The bus jolts me back to reality when it comes to a sudden stop. I look out the window and see a funeral home.
Danielle’s funeral is tomorrow.
I can’t believe she drowned.
My mom said that’s what happened. That’s what the police “investigation” determined, that she was drinking and drowned. Accidental death.
Thinking of all this, I slump deeper into my bus seat and press my nose to the glass, looking out at the sidewalks of Uptown full of people. That is one thing I love about living in Minneapolis. When the weather warms on a spring day like today, people flock to the streets.

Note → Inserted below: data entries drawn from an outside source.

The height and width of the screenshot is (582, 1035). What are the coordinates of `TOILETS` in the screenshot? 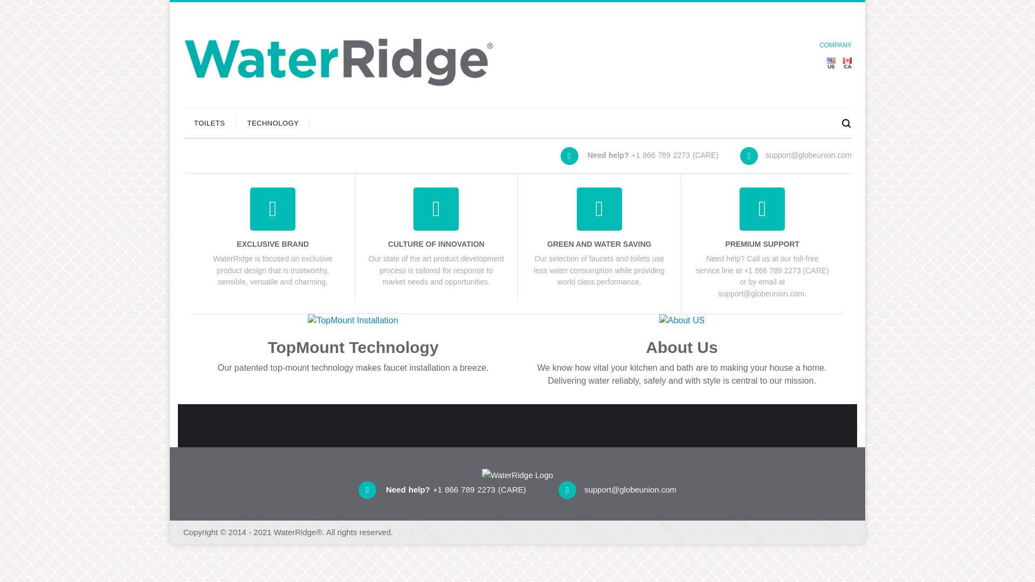 It's located at (209, 123).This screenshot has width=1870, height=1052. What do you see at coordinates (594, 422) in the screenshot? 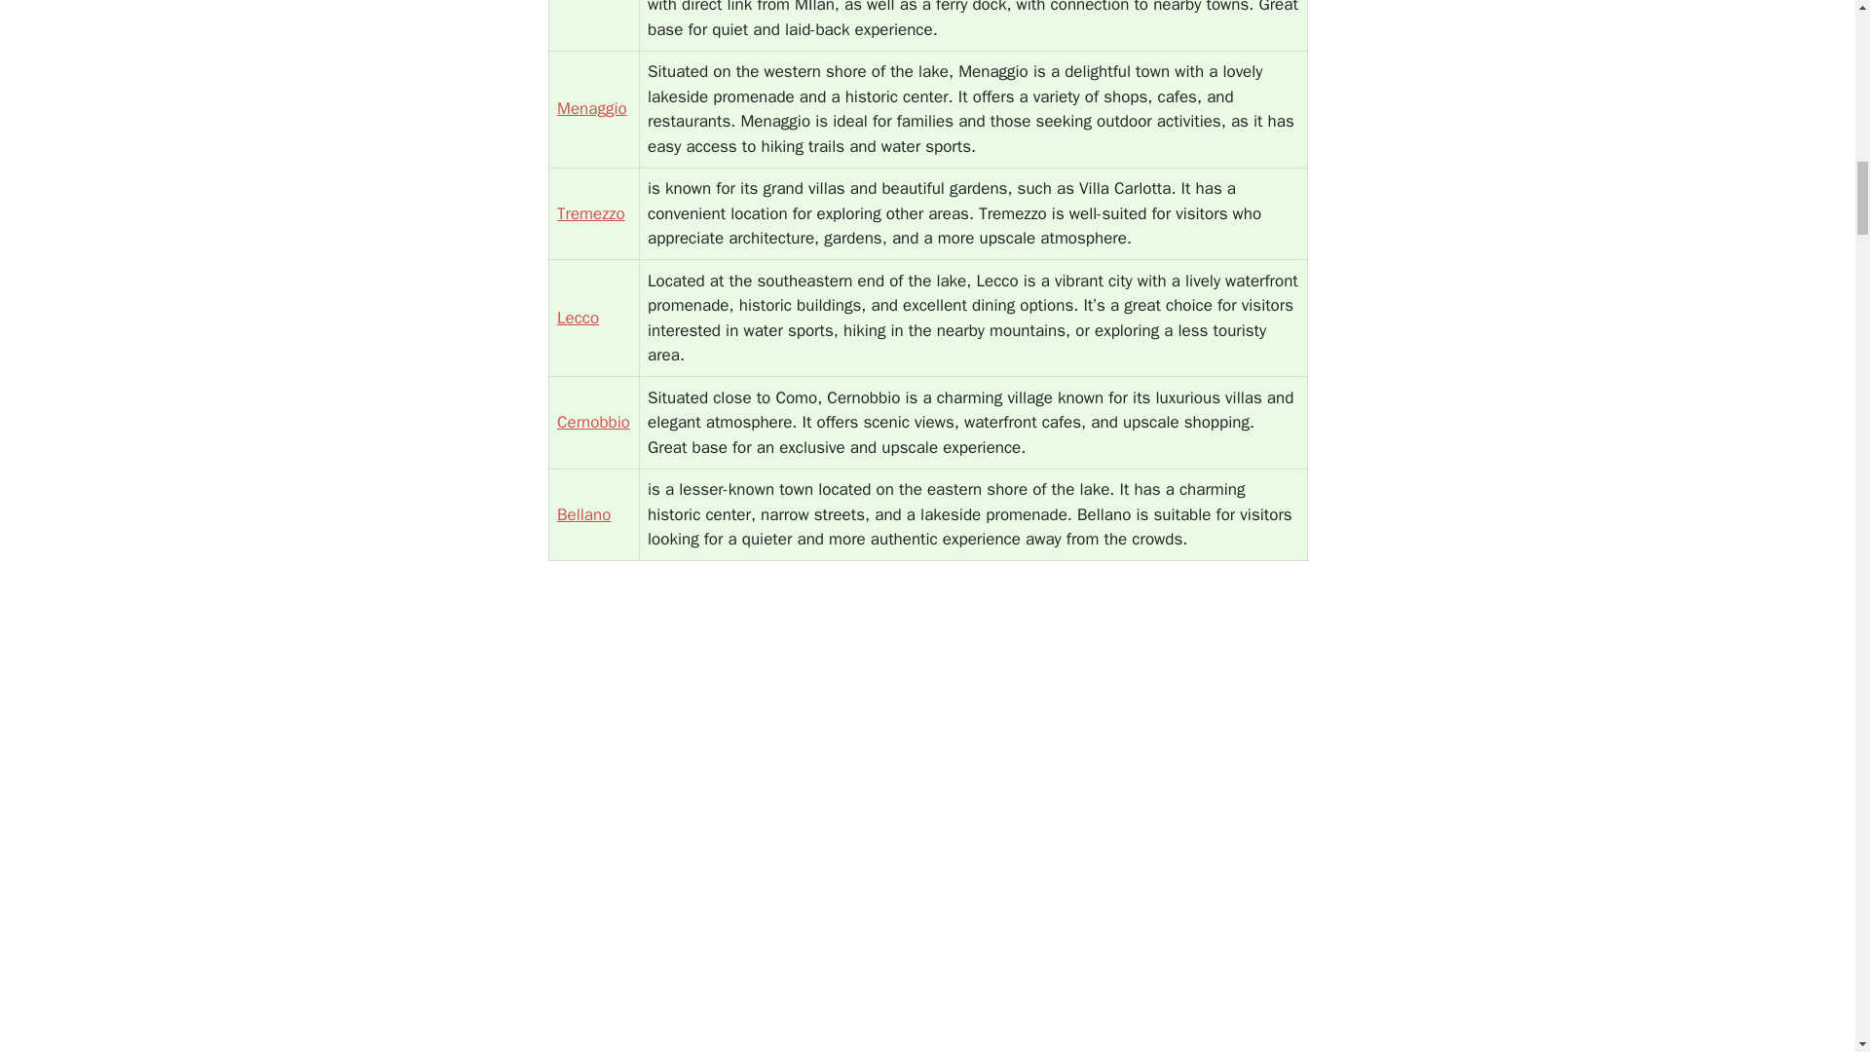
I see `Cernobbio` at bounding box center [594, 422].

As the bus passes Tall Tales bookstore, I think about getting off at the next stop. My mother had texted me earlier saying that because Sam was spending the night at his apartment, she’d picked up an extra shift at the restaurant and wouldn’t be home until late. I had nothing to go home to except an empty house and probably some elaborate dinner my mother had left for me with a detailed note telling me how to heat it up.
I want to go Curtis’s party, but I’m not sure I can handle going back into my neighborhood, at a house a few doors down from my old house and Danielle’s house. I decide to go to the bookstore instead of going home.

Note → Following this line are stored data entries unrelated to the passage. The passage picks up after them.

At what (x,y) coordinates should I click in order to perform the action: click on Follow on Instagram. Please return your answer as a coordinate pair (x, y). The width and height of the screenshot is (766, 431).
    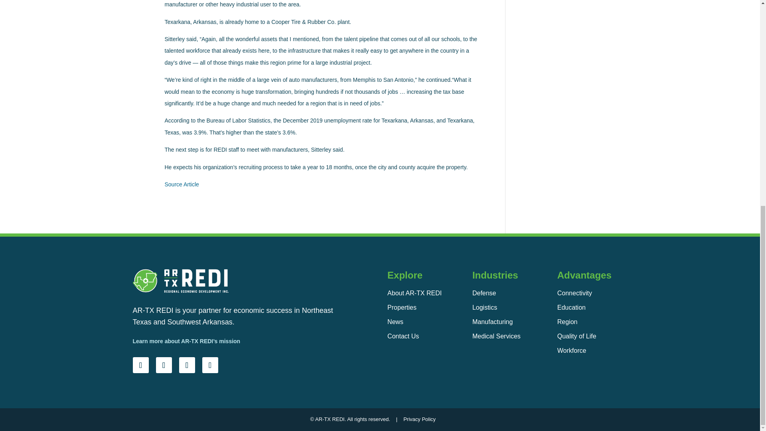
    Looking at the image, I should click on (186, 365).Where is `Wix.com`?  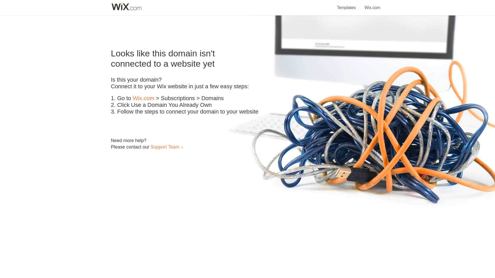 Wix.com is located at coordinates (143, 98).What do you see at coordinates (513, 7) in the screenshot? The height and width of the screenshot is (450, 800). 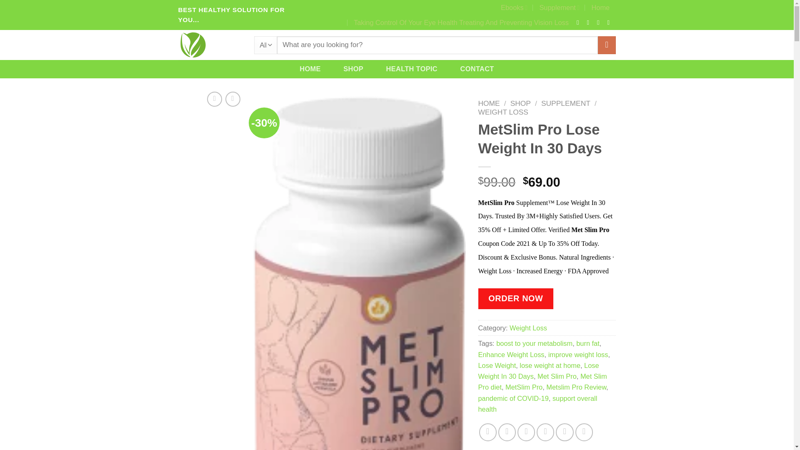 I see `Ebooks` at bounding box center [513, 7].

The bus passes the Uptown movie theater. A kid is standing alone on the sidewalk near the front window with his hands in his pocket. It’s that guy with the newsboy cap. My hand freezes on the cord to stop the bus as I watch hi
m, but someone else must have yanked it because the bus pulls over to the curb with a shudder. People file by me and out the bus, but I remain frozen, arm up, staring at that boy.
The police said she was with those gutterpunks the night she drowned. I would bet anything that she was with him the night she died. I saw the way she looked up at him that day. Maybe he knows how she died. Because I know I’m right — Danielle didn’t accidentally drown. Not on her own, at least. I don’t believe it. I refuse to believe it.
I can’t shake the memory of Danielle dipping her head under the waves like a seal and coming up spitting water out of her mouth like a fountain.
What if someone helped killed her? Even so, I don’t owe her anything. We weren’t technically even friends anymore. She’s the one who ditched me. She’s the one who left me alone to battle my first day at high school as a pariah — an outcast. She was the reason I spent ninth grade hiding in an empty classroom eating my lunch. She didn’t push me in the halls. But she did sit and watch while her friends did that without telling them to stop. I don’t owe her, or her memory, anything.
Or do I?
I didn’t return her call. What if she had wanted me to stop her from doing drugs? I let her down.
Right before the bus driver closes the doors, I leap out of my seat and hurtle down the stairs onto the sidewalk.
CHAPTER ELEVEN
By the time the bus pulls away from the curb, I’ve lost him. I search the bodies across the street. Several people are gathered in front of the theater, but the guy is gone.
He can’t have gone far.
As soon as the light turns green, I cross the street, looking for him. I take a step into the road and that’s when I spot him right before he turns onto Lake Street. I shift my bag onto my shoulder and take off, weaving my way through the people on the sidewalk, brushing shoulders and causing a woman to exclaim “Hey!” when I accidentally cut her off in front of the Aveda salon. “Sorry!” I yell over my shoulder but don’t slow my pace.